First, based on your declaration, argstr
is laid out in memory as follows:
+---+
argstr: |'a'| argstr[0][0]
+---+
|'b'| argstr[0][1]
+---+
|'c'| argstr[0][2]
+---+
...
+---+
|'f'| argstr[0][5]
+---+
| 0 | argstr[0][6]
+---+
...
+---+
| ? | argstr[0][9]
+---+
|'D'| argstr[1][0]
+---+
|'r'| argstr[1][1]
+---+
...
+---+
| ? | argstr[1][9]
+---+
|'s'| argstr[2][0]
+---+
...
+---+
| ? | argstr[4][9]
+---+
All 50 array elements are laid out sequentially in row-major order (that is, all of the elements of the first row, followed by all elements of the second row, etc.). Note that no storage has been set aside for any pointers anywhere. This means that the address of the first element of the first subarray (&argstr[0][0]
) is the same as the address of the first element of the array (&argstr[0]
) which is the same as the address of the array (&argstr
).
Except when it is the operand of the sizeof
or unary &
operators, or is a string literal being used to initialize another array in a declaration, an expression of type "N-element array of T
" will be converted ("decay") to an expression of type "pointer to T
", and the value of the expression will be the address of the first element of the array.
In your printf
call, the expression argstr
has type "5-element array of 10-element array of TCHAR
". Since it's not the operand of the sizeof
or unary &
operators, it is converted to an expression of type "pointer to 10-element array of TCHAR
", or TCHAR (*)[10]
, and the value of the expression is the address of the first element (&argstr[0]
).
In the same call, the expression argstr[0]

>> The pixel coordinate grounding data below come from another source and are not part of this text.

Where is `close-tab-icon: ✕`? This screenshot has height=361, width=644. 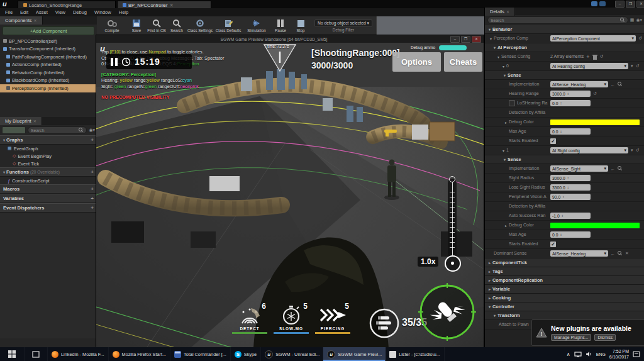 close-tab-icon: ✕ is located at coordinates (172, 5).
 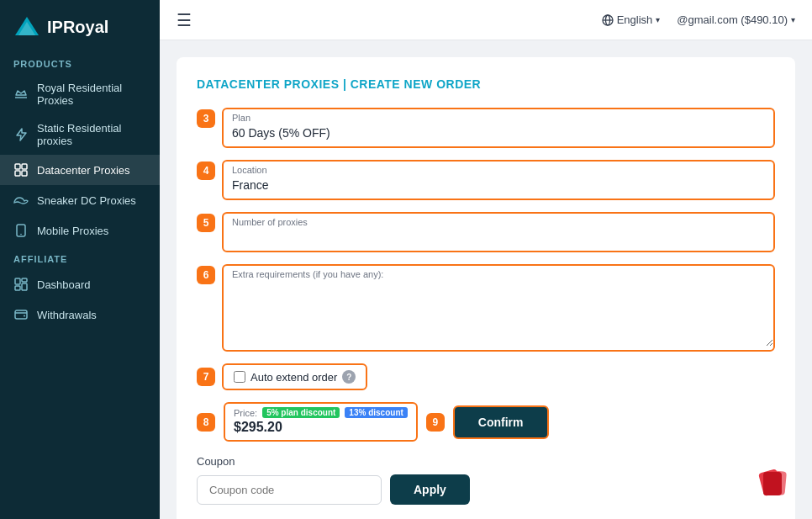 I want to click on location-field: Location France United States Germany Un…, so click(x=498, y=180).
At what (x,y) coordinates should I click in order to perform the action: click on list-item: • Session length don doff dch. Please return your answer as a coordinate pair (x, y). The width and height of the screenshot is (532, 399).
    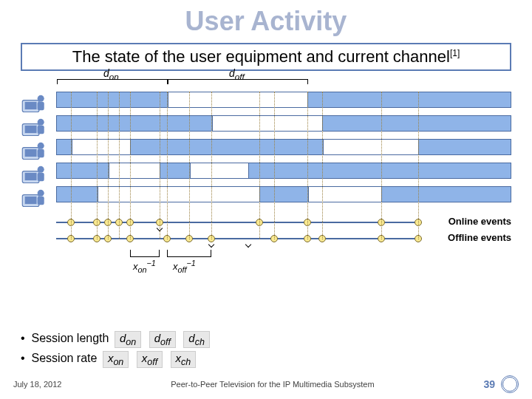
    Looking at the image, I should click on (117, 340).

has type "10-element array of TCHAR
". Since it's not the operand of the sizeof
or unary &
operators, it is converted to an expression of type "pointer to TCHAR
", or TCHAR *
, and the value of the expression is the address of the first element (&argstr[0][0]
).
What the hell? Why does the type of an array expression change into a pointer?
The array subscript operator []
is defined in terms of pointer arithmetic: the expression a[i]
is defined as *(a + i)
. Given an address a
, offset i
elements (not bytes) from that address and dereference the result. This is a carryover from the B programming language from which C was derived. In B, a separate pointer was created as part of an array definition; that pointer would be bound to the array name and point to the first element of the array, so in B &argstr
and &argstr[0]
would indeed be different.
Ritchie got rid of that array pointer when he designed C, but he wanted to keep B's array semantics, so he created the array conversion rule above. In an expression like argstr[i][j]
, the subexpression argstr
is first converted to a pointer value, which is subscripted with [i]
; that gives us another array expression, which is converted to a new pointer expression, which is subscripted with [j]
.
Summing up, given the declaration TCHAR argstr[5][10]
, all of the following are true:
Expression Type Decays to Value
---------- ---- --------- -----
argstr TCHAR [5][10] TCHAR (*)[10] Address of argstr[0]
&argstr TCHAR (*)[5][10] n/a Address of argstr
*argstr TCHAR [10] TCHAR * Value of argstr[0]
argstr[i] TCHAR [10] TCHAR * Address of argstr[i][0]
&argstr[i] TCHAR (*)[10] n/a Address of argstr[i]
*argstr[i] TCHAR n/a Value of argstr[i][0]
argstr[i][j] TCHAR n/a Value of argstr[i][j]
&argstr[i][j] TCHAR * n/a Address of argstr[i][j]
argstr
, &argstr
, *argstr
, argstr[0]
, &argstr[0]
, and &argstr[0][0]
all yield the same value (the address of the first element of the array), but the types of the expressions are different.